Hania is a wily figure. Whereas Antonia is bird-like, her sister is different. Antosia made it clear that she never wanted anything to tie to the modern world. She still lights the house fire stove, embroiders on her old-fashioned circular plate, doesn’t have a cleaning cloth in sight.
Hania, on the other hand, used to seem like she was comparing herself to us. She’d swap places, come back and look dissatisfied with her own life. She always retreated to her section of the house, the one part of the house I’d never been invited to see.
She came out of her house and said, ‘When you’re mum was little, we all walked to the next valley. I was smaller than them. I cried all the way!’
‘Why did you cry?’
She smiled. ‘I was just like that.’
Now she’s just like that and she isn’t. No Michał, no grandchildren, no shouting. No worrying about a kid who should have been the same as everyone else.
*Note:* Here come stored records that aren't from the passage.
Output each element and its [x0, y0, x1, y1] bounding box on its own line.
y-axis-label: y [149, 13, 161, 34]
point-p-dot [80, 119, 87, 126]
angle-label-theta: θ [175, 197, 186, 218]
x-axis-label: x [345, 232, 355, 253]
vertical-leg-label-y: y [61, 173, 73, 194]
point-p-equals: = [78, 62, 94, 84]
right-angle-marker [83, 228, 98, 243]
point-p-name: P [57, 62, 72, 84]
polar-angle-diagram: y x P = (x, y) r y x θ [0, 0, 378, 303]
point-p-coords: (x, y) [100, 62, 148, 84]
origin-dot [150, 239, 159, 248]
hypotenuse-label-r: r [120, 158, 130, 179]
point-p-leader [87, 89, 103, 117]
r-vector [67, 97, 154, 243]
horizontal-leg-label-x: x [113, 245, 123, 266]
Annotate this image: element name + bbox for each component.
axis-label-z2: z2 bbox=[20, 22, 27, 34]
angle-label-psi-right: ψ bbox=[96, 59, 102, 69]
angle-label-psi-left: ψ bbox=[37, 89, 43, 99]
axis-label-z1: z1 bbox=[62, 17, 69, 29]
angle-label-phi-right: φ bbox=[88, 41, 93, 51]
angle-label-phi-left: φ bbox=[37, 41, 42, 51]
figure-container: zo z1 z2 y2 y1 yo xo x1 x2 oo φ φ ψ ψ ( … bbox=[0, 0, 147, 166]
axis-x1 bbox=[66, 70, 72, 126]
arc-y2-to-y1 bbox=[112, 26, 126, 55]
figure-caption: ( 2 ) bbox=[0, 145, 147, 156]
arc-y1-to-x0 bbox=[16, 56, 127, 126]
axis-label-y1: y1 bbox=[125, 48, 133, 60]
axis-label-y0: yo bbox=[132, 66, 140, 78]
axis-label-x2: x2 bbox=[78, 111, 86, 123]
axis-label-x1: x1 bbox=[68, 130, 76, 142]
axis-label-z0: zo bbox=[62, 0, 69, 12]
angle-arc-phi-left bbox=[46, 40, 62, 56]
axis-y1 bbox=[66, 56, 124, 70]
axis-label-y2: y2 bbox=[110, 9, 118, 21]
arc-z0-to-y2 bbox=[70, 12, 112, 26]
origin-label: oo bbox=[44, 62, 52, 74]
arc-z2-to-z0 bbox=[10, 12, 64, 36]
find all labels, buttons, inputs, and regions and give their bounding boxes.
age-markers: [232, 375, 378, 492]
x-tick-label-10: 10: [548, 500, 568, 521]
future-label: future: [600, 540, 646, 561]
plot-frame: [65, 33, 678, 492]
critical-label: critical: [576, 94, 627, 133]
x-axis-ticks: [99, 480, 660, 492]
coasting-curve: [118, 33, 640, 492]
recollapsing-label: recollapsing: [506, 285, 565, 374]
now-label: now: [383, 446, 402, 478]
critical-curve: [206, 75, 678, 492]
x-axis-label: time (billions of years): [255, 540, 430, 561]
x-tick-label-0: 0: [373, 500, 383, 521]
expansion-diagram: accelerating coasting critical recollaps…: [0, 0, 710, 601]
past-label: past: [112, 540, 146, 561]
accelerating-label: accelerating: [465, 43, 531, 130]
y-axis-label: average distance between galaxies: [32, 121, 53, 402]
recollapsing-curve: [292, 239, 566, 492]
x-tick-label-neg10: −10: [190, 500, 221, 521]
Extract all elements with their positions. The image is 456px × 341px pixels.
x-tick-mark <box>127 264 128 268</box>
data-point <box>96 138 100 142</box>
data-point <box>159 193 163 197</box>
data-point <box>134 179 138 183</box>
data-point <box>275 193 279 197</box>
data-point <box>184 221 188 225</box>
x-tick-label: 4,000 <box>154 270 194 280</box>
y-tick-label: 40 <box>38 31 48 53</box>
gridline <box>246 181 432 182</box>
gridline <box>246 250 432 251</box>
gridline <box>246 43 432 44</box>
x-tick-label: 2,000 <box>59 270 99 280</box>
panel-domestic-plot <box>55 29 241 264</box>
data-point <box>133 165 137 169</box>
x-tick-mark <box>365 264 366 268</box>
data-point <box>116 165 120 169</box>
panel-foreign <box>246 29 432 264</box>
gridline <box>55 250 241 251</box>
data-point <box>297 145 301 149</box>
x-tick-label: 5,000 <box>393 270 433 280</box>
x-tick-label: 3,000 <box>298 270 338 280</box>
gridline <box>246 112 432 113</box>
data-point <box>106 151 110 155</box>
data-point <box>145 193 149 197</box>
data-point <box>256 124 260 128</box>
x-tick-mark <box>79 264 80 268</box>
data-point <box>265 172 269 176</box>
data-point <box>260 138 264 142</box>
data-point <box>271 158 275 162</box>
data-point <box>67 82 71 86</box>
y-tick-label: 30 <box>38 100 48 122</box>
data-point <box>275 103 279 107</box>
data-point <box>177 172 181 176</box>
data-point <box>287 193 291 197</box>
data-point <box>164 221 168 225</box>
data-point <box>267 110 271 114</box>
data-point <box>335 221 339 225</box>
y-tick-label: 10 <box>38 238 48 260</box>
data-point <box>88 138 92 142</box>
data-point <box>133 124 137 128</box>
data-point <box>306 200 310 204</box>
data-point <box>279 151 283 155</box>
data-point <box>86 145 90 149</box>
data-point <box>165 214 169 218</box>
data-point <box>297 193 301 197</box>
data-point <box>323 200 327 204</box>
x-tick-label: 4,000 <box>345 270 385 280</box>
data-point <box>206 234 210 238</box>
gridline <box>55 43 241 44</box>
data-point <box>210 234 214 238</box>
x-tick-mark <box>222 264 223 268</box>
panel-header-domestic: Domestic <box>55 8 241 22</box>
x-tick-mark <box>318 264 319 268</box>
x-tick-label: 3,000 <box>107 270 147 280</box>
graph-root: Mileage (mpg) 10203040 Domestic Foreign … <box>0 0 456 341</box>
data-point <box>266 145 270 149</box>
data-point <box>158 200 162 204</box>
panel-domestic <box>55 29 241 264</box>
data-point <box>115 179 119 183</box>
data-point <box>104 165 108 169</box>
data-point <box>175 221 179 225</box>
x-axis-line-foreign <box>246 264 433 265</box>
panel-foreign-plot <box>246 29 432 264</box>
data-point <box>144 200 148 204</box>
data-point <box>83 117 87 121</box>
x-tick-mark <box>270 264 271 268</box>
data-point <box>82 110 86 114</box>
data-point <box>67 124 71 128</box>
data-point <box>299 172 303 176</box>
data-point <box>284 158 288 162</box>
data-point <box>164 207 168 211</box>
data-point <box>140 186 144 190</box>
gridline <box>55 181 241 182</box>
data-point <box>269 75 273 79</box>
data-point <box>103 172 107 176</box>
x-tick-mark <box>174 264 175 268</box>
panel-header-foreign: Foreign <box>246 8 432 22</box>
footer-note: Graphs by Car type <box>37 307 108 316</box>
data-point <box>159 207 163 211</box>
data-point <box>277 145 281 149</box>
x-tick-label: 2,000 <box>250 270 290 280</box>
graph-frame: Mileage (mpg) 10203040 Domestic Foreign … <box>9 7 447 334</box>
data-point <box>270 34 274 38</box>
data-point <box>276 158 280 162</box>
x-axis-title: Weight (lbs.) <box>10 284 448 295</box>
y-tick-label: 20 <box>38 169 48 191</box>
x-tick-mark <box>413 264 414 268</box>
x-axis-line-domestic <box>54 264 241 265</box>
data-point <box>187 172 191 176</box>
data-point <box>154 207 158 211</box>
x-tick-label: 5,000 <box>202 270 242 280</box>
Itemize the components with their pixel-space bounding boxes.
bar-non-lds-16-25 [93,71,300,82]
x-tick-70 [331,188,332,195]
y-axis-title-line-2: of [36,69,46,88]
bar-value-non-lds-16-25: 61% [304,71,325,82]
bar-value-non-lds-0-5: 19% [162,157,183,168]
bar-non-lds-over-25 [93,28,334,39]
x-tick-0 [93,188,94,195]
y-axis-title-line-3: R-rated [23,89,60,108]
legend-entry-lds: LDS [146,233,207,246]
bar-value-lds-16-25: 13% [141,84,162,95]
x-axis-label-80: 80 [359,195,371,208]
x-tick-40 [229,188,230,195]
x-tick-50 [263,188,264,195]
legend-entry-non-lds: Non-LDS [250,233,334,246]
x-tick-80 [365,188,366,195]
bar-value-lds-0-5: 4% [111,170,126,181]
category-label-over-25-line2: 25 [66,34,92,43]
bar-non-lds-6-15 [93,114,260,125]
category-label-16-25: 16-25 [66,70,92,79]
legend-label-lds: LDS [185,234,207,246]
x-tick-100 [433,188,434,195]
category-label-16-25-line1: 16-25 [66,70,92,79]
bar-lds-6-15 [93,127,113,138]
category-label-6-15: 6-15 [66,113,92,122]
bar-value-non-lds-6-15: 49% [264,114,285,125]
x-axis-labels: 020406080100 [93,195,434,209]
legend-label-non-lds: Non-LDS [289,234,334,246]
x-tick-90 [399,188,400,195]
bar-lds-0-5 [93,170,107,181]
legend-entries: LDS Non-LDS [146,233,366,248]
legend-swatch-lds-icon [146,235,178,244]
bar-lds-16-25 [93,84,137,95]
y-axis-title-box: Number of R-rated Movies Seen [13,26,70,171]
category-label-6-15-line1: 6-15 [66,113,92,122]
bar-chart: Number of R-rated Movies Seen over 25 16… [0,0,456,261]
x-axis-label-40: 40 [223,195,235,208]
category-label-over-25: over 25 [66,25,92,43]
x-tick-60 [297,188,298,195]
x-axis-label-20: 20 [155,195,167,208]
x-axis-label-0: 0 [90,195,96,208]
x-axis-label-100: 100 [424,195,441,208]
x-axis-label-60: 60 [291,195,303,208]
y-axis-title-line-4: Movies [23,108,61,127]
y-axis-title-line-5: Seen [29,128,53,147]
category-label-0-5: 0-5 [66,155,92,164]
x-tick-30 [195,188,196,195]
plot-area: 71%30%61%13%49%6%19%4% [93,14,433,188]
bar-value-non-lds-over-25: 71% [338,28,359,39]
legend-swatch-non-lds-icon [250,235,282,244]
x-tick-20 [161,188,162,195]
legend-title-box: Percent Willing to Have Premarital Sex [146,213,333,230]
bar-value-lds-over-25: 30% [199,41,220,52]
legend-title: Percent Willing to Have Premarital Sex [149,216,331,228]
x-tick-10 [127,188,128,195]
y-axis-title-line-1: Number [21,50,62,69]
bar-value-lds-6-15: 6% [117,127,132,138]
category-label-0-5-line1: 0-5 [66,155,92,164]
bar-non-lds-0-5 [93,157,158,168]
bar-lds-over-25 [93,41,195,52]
There is something of the hiding mountain creature in her; a furry mammal, long-tailed and fleeting.
‘Look,’ I said, showing her my phone. ‘I can see who my husband calls and who calls him.’ I opened up the recents page of the phone which, although he has another phone, Apple still marks with his ID. Hania liked that. ‘And he has a bank card that every time he spends money pops the information up on his phone. How much, where and how much money he has left.’ She liked that too.
‘My pension comes in the post,’ she said. ‘I don’t even have to go out.’
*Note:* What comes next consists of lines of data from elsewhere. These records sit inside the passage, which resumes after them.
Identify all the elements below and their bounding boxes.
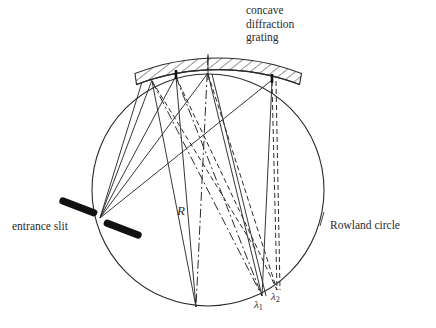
zero-order-dashdot-rays [152,56,262,307]
lambda1-ray-g2 [176,77,196,307]
entrance-slit-label: entrance slit [12,220,68,234]
concave-diffraction-grating-label: concave diffraction grating [246,4,294,45]
lambda2-label: λ2 [271,290,280,304]
rowland-circle-label: Rowland circle [330,219,400,233]
optical-schematic-svg [0,0,436,328]
lambda1-ray-g3b [212,74,266,296]
dashdot-axis-upper [196,56,208,307]
entrance-slit-jaw-lower [103,219,143,240]
dashdot-ray-g2 [176,77,262,296]
radius-label: R [177,203,185,218]
lambda1-ray-g4 [262,81,272,296]
grating-label-line-3: grating [246,31,294,45]
lambda1-subscript: 1 [259,303,263,312]
lambda2-subscript: 2 [276,295,280,304]
figure-canvas: concave diffraction grating entrance sli… [0,0,436,328]
dashdot-ray-g1 [152,81,262,296]
grating-label-line-2: diffraction [246,18,294,32]
lambda2-ray-g2 [176,77,277,290]
lambda2-ray-g1 [152,81,256,250]
diffracted-rays-lambda1 [152,74,272,307]
lambda2-ray-g3 [208,74,277,290]
grating-label-line-1: concave [246,4,294,18]
lambda1-ray-g1 [152,81,196,307]
lambda2-ray-g4 [272,81,277,290]
concave-grating-band [135,58,302,85]
lambda1-label: λ1 [254,298,263,312]
incident-ray-edge [100,82,142,218]
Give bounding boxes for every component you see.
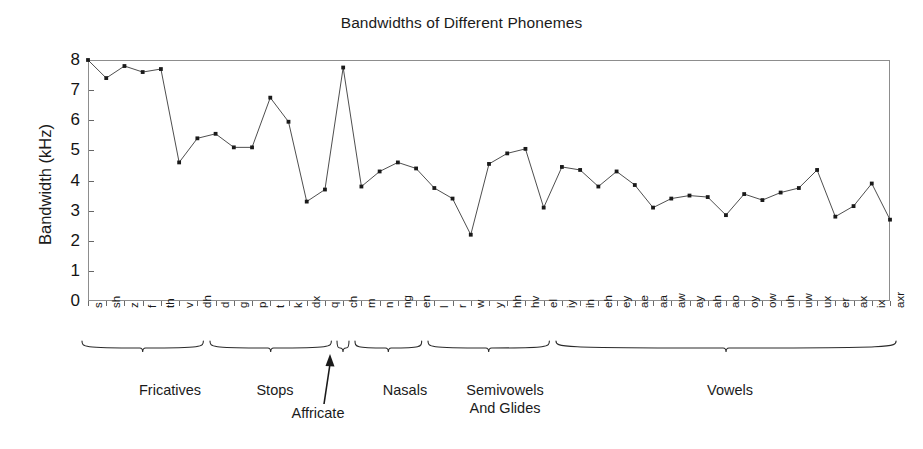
x-axis-tick-mark bbox=[434, 301, 435, 306]
x-axis-tick-mark bbox=[289, 301, 290, 306]
x-axis-tick-label: en bbox=[421, 295, 433, 308]
x-axis-tick-label: ao bbox=[730, 295, 742, 308]
x-axis-tick-mark bbox=[234, 301, 235, 306]
x-axis-tick-label: l bbox=[439, 305, 451, 308]
x-axis-tick-mark bbox=[525, 301, 526, 306]
x-axis-tick-label: ah bbox=[712, 295, 724, 308]
chart-figure: Bandwidths of Different Phonemes Bandwid… bbox=[0, 0, 923, 449]
x-axis-tick-mark bbox=[361, 301, 362, 306]
x-axis-tick-label: sh bbox=[111, 296, 123, 308]
x-axis-tick-mark bbox=[544, 301, 545, 306]
x-axis-tick-mark bbox=[817, 301, 818, 306]
x-axis-tick-mark bbox=[799, 301, 800, 306]
x-axis-tick-label: uw bbox=[803, 293, 815, 308]
x-axis-tick-mark bbox=[726, 301, 727, 306]
x-axis-tick-mark bbox=[854, 301, 855, 306]
x-axis-tick-mark bbox=[343, 301, 344, 306]
x-axis-tick-mark bbox=[216, 301, 217, 306]
x-axis-tick-label: el bbox=[548, 299, 560, 308]
x-axis-tick-label: hh bbox=[512, 295, 524, 308]
affricate-arrow-icon bbox=[300, 352, 340, 404]
x-axis-tick-label: dh bbox=[202, 295, 214, 308]
x-axis-tick-mark bbox=[635, 301, 636, 306]
x-axis-tick-label: ow bbox=[767, 293, 779, 308]
x-axis-tick-label: aa bbox=[658, 295, 670, 308]
x-axis-tick-mark bbox=[380, 301, 381, 306]
x-axis-tick-label: k bbox=[293, 302, 305, 308]
x-axis-tick-label: m bbox=[366, 298, 378, 308]
x-axis-tick-label: ng bbox=[402, 295, 414, 308]
x-axis-tick-mark bbox=[890, 301, 891, 306]
x-axis-tick-label: hv bbox=[530, 296, 542, 308]
x-axis-tick-mark bbox=[252, 301, 253, 306]
x-axis-tick-mark bbox=[671, 301, 672, 306]
x-axis-tick-label: er bbox=[840, 298, 852, 308]
x-axis-tick-label: axr bbox=[895, 292, 907, 308]
x-axis-tick-label: ih bbox=[585, 299, 597, 308]
x-axis-tick-mark bbox=[270, 301, 271, 306]
x-axis-tick-label: p bbox=[257, 302, 269, 308]
x-axis-tick-mark bbox=[124, 301, 125, 306]
x-axis-tick-label: ey bbox=[621, 296, 633, 308]
x-axis-tick-mark bbox=[197, 301, 198, 306]
x-axis-tick-mark bbox=[781, 301, 782, 306]
x-axis-tick-mark bbox=[835, 301, 836, 306]
x-axis-tick-label: iy bbox=[566, 300, 578, 308]
x-axis-tick-mark bbox=[307, 301, 308, 306]
x-axis-tick-label: uh bbox=[785, 295, 797, 308]
x-axis-tick-mark bbox=[88, 301, 89, 306]
group-brace bbox=[81, 340, 204, 353]
group-brace bbox=[427, 340, 550, 353]
affricate-group-label: Affricate bbox=[258, 405, 378, 421]
x-axis-tick-label: g bbox=[238, 302, 250, 308]
group-brace bbox=[354, 340, 423, 353]
x-axis-tick-label: s bbox=[93, 302, 105, 308]
x-axis-tick-label: eh bbox=[603, 295, 615, 308]
x-axis-tick-label: z bbox=[129, 302, 141, 308]
x-axis-tick-mark bbox=[179, 301, 180, 306]
x-axis-tick-label: dx bbox=[311, 296, 323, 308]
group-label-fricatives: Fricatives bbox=[95, 381, 245, 399]
x-axis-tick-label: r bbox=[457, 304, 469, 308]
x-axis-tick-mark bbox=[653, 301, 654, 306]
x-axis-tick-label: n bbox=[384, 302, 396, 308]
x-axis-tick-mark bbox=[453, 301, 454, 306]
x-axis-tick-label: oy bbox=[749, 296, 761, 308]
x-axis-tick-label: ux bbox=[822, 296, 834, 308]
x-axis-tick-label: ix bbox=[876, 300, 888, 308]
x-axis-tick-mark bbox=[471, 301, 472, 306]
group-brace bbox=[555, 340, 897, 353]
x-axis-tick-mark bbox=[398, 301, 399, 306]
x-axis-tick-label: w bbox=[475, 300, 487, 308]
x-axis-tick-label: ae bbox=[639, 295, 651, 308]
x-axis-tick-label: y bbox=[494, 302, 506, 308]
x-axis-tick-label: d bbox=[220, 302, 232, 308]
x-axis-tick-label: aw bbox=[676, 293, 688, 308]
x-axis-tick-label: v bbox=[184, 302, 196, 308]
x-axis-tick-mark bbox=[762, 301, 763, 306]
x-axis-tick-mark bbox=[598, 301, 599, 306]
x-axis-tick-label: ay bbox=[694, 296, 706, 308]
x-axis-tick-mark bbox=[143, 301, 144, 306]
x-axis-tick-mark bbox=[416, 301, 417, 306]
x-axis-tick-label: ax bbox=[858, 296, 870, 308]
x-axis-tick-mark bbox=[708, 301, 709, 306]
x-axis-tick-mark bbox=[580, 301, 581, 306]
x-axis-tick-mark bbox=[325, 301, 326, 306]
x-axis-tick-mark bbox=[161, 301, 162, 306]
x-axis-tick-mark bbox=[744, 301, 745, 306]
x-axis-tick-mark bbox=[562, 301, 563, 306]
x-axis-tick-mark bbox=[489, 301, 490, 306]
x-axis-tick-label: th bbox=[165, 298, 177, 308]
x-axis-tick-mark bbox=[617, 301, 618, 306]
x-axis-tick-label: q bbox=[329, 302, 341, 308]
group-label-semivowels-and-glides: Semivowels And Glides bbox=[430, 381, 580, 417]
group-label-vowels: Vowels bbox=[600, 381, 860, 399]
x-axis-tick-mark bbox=[690, 301, 691, 306]
x-axis-tick-label: f bbox=[147, 305, 159, 308]
x-axis-tick-mark bbox=[872, 301, 873, 306]
x-axis-tick-label: ch bbox=[348, 296, 360, 308]
x-axis-tick-label: t bbox=[275, 305, 287, 308]
x-axis-tick-mark bbox=[507, 301, 508, 306]
x-axis-tick-mark bbox=[106, 301, 107, 306]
I nodded. Touché. Yes, Hania is thoughtful. Well-informed. Keeps a beautiful garden. She led me around its plank ways.
‘Somedays I’m not up to it,’ she said. I looked around. Really? Blue delphiniums stood like a welcoming party. Long-haired carrots, mint: lemon, pepper, orange, a leathery kind, peonies, asters, dianthus, apple trees, courgette, salad in thick rows. Yellows and purples and greens. A carpet of thyme. Small mischievous violets called bratki, or brothers, popping out and reminding everyone what it’s like to be wild.